Will IT Continue To Improve as a Transformation Partner?

By Rick Pastore
February 8, 2019

It has often been said that the digital business will define the IT function’s future. It can be a springboard to IT becoming even more strategic and vital to the business. Or it can be the sinkhole to strategic irrelevancy and a role limited to operational responsibilities. The Hackett Group’s latest assessment of business perceptions of IT shows strides toward that brighter future of strategic partner. Yet, our research also shows further progress may be imperiled by a lack of commitment to further improvement.

At the end of 2017, 36% of IT’s business stakeholders said IT had the resources and competencies to act as their strategic transformation partners. We defined partnering as proactively identifying new business opportunities and addressing challenges in the stakeholder’s business unit or function. A year later, the number has risen to 49% — just about half see IT as a competent, effective strategic partner in their transformation effort.

Apparently, this improvement has greatly bolstered the faith of business stakeholders. Eighty percent of them, on average predict that IT will achieve a partner status within the next two-to-three years. Of course, there are a few qualifiers here. It may be relatively easy to satisfy an HR organization by swapping out clunky legacy tools for a modern, cloud-based all-in-one suite. Finance, on the other hand, has no easy technology fix, which may be coloring their current perception. Yet, even finance leadership seems to have faith that IT will come through (see below).

Percentage of stakeholders agreeing with the statement that IT is a strategic transformation partner, by business function

Source: Key Issues Study, The Hackett Group, 2019

However, IT respondents to our study also tell us what capabilities they are actively working to improve in the coming year. Generally, between one-third and one-half of respondents tell us they are working on improvements that will make them better transformation partners – things like IT agility, customer centricity, skills and culture. This year, we were alarmed to see that only 17% of respondents, on average, have improvement initiatives planned or under way for 2019. At the high end, one in four told us they had programs to update IT talent.  This is the most important improvement objective rated by IT leaders (after cybersecurity). Yet, 75% are doing nothing about it. Even fewer are working on IT’s agility or customer centricity goals.

Why this unexpected and sudden slacking off on formal improvement initiatives in IT? We think it may be that all the low-hanging fruit has been picked, and that further improvement seems such a daunting challenge that IT leadership is pausing to take stock and recalibrate it transformation focus. Our research shows most of IT’s internal transformation has focused on application development and operations. Far less has been done on talent and architecture modernization, as well as more intangible issues like culture and architecture.

It may be that IT leaders are deliberating where to concentrate their efforts next. Our research’s leading indicators tell us that the next focus may be on rearchitecting the function itself, shifting the organization model away from centralized corporate IT toward more product- and customer-centric teams and Centers of Excellence. Service placement too is slowly migrating away from corporate IT toward locations closer to end customers.  These are seismic shifts and could certainly be all-consuming endeavors for IT in the near term.

Wherever their new transformation targets may be, IT leaders had best get it in gear. Leaders should view the 80% partner projection as a goal and a challenge. But it is also a risk. Failing to live up to this high expectation will come with consequences.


WHAT IS BEING ASKED: Scan the entries below for the word "ticks". Copy out every line in which it occurs.

(Figure dataset records)
+ + + + +

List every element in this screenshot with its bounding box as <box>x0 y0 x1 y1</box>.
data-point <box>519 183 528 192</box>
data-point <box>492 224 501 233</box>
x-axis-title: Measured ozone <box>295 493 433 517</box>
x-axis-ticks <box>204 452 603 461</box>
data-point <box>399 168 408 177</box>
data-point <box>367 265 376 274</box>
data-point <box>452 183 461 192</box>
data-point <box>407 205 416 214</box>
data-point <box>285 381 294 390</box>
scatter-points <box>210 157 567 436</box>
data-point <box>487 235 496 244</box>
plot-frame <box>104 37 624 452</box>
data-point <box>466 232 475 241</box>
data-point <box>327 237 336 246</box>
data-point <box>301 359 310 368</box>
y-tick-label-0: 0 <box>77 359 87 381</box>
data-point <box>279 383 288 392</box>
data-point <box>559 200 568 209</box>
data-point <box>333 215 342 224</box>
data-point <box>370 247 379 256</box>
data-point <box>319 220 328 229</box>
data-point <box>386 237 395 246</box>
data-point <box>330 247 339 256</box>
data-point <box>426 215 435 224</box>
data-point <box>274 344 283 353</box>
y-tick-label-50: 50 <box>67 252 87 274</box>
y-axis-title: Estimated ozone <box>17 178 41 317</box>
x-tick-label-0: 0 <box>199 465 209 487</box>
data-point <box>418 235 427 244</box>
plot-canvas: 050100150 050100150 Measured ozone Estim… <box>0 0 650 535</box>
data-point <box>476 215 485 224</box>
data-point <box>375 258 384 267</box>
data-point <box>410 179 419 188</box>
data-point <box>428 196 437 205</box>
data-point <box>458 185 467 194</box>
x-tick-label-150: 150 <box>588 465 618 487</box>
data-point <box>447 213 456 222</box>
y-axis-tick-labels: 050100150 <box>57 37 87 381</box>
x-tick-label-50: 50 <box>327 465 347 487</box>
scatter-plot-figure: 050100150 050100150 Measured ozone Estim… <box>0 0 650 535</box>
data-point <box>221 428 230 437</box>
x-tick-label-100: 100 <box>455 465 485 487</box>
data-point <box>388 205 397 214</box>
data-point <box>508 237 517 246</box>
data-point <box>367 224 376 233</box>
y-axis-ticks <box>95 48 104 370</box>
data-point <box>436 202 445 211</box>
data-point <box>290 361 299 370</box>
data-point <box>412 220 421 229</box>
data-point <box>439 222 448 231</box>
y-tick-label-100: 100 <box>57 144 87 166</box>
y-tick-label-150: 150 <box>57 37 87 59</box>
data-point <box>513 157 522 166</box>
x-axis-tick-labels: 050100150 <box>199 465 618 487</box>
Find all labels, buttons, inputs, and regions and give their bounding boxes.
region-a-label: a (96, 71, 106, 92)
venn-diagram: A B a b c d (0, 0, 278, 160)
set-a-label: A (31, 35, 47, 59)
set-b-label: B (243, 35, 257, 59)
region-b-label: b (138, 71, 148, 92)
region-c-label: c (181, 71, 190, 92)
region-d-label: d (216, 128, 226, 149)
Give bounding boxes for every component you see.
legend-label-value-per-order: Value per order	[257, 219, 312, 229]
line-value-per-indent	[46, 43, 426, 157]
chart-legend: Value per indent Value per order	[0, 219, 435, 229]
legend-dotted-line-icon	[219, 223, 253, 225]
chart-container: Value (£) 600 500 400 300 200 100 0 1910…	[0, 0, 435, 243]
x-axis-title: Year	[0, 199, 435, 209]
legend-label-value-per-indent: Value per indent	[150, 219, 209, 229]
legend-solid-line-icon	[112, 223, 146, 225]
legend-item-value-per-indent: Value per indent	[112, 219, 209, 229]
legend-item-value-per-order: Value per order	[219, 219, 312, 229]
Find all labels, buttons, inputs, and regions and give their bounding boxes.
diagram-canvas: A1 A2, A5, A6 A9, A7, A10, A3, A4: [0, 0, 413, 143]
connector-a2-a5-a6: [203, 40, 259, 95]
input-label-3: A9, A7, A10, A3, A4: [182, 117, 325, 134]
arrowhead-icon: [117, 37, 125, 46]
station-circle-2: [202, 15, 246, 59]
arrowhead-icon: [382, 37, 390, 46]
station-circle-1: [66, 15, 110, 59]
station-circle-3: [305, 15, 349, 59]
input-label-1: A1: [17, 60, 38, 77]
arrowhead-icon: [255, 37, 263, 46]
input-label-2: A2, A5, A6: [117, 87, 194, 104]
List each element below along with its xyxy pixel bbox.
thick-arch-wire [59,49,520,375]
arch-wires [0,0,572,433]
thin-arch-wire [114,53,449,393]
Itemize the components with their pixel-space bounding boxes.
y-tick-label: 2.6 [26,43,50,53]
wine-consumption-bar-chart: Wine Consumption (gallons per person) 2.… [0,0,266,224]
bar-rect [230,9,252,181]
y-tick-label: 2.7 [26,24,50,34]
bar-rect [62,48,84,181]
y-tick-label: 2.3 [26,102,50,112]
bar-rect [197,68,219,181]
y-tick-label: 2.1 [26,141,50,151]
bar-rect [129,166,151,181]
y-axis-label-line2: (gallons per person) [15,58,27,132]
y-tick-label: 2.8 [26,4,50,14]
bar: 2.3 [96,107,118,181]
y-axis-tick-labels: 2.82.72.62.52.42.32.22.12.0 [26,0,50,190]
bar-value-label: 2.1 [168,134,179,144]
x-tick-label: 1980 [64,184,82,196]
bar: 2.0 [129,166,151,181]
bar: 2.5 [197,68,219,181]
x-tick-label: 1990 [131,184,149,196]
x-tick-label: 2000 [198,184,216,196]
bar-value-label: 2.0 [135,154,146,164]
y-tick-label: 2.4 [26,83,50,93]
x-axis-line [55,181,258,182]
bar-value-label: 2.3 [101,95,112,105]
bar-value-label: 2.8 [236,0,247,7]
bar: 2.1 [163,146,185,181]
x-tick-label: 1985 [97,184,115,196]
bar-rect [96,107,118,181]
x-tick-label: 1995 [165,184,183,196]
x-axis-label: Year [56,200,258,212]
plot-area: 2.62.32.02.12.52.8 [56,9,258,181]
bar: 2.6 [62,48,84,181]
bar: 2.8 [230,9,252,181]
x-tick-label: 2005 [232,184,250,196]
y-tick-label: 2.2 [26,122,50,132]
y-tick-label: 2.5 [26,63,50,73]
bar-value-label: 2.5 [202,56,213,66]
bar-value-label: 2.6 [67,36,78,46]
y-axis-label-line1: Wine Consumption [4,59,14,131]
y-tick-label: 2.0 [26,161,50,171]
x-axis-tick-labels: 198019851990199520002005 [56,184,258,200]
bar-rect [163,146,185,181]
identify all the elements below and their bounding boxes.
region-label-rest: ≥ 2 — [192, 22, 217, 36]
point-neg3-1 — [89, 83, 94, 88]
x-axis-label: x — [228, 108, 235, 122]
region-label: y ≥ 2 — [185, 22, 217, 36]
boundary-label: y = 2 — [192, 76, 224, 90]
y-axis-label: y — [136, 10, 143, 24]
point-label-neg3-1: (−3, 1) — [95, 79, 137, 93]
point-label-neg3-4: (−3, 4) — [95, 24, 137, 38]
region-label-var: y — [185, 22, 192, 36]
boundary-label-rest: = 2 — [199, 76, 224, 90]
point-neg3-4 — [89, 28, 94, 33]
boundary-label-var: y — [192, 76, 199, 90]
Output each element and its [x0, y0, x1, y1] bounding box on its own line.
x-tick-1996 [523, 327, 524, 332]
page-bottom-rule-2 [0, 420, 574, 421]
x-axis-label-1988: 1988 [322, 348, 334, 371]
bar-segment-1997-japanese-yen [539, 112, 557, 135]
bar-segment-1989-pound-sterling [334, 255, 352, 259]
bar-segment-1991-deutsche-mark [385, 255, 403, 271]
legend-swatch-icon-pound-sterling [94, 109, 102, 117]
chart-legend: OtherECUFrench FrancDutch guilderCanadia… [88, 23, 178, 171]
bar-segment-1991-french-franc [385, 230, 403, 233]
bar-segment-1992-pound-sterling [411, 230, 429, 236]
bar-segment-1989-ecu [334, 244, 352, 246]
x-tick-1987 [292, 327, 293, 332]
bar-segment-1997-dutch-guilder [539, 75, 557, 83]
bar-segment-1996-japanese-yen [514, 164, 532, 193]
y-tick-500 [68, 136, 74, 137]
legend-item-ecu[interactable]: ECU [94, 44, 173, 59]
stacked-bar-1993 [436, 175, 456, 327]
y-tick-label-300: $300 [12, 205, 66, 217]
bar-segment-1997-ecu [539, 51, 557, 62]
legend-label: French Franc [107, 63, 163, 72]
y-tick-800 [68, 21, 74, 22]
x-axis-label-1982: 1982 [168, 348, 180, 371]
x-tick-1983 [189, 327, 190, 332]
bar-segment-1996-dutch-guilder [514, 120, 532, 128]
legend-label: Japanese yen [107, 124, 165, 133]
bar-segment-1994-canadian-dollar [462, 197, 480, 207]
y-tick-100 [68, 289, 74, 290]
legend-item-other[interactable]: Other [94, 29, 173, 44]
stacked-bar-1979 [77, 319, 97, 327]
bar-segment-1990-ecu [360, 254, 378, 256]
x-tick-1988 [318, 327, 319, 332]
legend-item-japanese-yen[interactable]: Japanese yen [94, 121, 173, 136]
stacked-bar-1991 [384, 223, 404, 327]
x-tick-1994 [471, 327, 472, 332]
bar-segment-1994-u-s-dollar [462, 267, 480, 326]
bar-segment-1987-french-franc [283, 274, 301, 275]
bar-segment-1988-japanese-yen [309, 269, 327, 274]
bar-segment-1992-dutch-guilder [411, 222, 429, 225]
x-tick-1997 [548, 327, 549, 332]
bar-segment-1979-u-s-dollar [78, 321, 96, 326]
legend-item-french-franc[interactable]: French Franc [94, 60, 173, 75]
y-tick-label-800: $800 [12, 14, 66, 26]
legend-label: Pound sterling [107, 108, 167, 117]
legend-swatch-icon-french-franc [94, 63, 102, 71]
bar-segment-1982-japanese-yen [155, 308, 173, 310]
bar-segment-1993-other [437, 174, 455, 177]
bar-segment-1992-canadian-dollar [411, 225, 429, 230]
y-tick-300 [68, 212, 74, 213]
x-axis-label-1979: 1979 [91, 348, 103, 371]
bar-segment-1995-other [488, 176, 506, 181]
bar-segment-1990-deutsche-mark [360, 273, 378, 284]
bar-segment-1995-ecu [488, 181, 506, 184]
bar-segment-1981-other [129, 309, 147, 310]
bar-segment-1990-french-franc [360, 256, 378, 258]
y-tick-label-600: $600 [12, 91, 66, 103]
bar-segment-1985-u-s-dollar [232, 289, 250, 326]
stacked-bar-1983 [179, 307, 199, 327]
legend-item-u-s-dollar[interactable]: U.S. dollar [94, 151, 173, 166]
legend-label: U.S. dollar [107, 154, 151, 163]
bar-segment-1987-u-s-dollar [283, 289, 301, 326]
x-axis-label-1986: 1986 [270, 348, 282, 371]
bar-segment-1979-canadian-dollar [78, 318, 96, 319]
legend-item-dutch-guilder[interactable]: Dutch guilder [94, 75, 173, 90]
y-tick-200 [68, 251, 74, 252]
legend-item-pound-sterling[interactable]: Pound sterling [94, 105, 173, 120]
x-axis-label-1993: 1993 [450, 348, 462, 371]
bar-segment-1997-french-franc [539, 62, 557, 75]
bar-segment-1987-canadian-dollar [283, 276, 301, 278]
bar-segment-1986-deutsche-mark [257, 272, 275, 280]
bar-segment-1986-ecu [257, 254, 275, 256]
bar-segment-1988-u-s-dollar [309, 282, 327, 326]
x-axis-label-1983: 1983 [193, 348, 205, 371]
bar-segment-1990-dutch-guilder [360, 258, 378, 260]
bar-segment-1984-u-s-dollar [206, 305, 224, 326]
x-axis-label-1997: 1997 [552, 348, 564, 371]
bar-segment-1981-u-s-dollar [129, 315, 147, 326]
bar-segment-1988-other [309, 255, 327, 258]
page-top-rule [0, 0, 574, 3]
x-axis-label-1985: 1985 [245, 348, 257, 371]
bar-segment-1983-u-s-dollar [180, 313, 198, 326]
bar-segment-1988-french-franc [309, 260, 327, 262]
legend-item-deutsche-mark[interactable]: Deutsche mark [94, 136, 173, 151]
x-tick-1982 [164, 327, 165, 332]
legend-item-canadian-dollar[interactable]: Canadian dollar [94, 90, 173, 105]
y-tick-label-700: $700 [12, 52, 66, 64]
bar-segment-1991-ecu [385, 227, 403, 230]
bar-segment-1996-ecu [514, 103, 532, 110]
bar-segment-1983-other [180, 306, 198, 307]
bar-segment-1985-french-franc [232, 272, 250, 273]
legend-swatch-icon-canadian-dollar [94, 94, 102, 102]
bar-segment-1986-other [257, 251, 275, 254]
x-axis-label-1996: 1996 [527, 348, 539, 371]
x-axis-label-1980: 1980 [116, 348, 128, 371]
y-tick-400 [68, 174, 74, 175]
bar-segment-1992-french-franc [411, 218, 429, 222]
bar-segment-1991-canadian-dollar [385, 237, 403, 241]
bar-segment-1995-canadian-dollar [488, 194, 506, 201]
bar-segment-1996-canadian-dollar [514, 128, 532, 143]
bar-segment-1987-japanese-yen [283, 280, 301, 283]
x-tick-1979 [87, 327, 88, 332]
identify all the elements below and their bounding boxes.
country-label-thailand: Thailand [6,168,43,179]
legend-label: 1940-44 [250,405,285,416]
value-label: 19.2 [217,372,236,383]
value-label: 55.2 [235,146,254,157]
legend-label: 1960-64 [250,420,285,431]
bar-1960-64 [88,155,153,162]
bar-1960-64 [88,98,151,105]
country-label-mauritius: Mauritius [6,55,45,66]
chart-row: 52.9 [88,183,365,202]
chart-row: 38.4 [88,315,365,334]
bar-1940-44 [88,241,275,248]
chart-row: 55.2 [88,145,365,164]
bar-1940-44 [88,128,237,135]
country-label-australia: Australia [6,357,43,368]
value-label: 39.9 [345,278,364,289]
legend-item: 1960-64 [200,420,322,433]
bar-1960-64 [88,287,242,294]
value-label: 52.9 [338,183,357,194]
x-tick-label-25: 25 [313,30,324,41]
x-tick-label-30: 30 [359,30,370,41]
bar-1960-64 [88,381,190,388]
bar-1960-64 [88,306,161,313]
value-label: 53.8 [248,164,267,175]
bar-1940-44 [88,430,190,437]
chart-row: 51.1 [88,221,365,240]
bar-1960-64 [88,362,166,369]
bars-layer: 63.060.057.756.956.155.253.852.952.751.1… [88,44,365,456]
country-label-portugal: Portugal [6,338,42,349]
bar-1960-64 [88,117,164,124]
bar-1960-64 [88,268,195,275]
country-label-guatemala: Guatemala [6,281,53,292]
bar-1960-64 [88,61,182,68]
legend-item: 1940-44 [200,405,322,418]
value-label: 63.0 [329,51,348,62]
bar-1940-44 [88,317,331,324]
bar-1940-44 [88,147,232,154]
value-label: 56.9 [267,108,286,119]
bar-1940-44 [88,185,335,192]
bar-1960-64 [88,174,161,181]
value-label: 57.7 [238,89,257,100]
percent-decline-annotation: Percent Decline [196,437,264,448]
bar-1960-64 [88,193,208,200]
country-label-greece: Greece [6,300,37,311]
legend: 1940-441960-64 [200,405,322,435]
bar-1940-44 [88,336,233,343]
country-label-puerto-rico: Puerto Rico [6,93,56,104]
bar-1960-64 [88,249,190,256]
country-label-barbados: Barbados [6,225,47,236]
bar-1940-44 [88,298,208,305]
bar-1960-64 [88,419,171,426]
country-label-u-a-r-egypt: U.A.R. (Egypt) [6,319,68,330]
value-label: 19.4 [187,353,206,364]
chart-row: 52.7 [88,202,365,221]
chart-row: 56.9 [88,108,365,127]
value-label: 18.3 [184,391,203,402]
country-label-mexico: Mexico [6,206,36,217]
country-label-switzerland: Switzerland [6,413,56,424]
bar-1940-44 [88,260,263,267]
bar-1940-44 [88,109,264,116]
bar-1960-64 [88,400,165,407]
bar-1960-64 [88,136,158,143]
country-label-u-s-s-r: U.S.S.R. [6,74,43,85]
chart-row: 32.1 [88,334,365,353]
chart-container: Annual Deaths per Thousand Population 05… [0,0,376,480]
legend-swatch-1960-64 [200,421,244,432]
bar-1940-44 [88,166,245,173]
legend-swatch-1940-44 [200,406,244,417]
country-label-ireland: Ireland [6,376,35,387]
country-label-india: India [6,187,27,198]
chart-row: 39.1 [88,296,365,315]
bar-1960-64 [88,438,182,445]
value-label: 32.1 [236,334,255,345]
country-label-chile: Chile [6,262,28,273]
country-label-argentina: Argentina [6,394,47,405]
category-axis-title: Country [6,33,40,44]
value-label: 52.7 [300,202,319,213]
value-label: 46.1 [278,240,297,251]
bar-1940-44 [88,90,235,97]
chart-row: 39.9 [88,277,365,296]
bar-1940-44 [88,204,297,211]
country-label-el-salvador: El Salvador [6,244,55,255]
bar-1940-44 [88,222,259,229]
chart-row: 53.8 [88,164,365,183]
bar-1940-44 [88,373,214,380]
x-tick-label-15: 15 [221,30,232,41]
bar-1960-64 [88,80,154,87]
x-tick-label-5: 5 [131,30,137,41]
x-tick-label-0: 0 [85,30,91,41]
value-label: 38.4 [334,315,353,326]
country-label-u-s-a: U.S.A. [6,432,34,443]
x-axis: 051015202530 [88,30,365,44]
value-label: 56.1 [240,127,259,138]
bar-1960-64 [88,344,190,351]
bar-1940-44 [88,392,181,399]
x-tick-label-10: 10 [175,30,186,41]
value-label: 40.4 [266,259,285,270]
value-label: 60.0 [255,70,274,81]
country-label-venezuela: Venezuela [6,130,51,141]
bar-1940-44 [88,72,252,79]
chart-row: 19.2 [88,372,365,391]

+ + + + +

TASK OUTPUT:
x-axis-ticks <box>204 452 603 461</box>
y-axis-ticks <box>95 48 104 370</box>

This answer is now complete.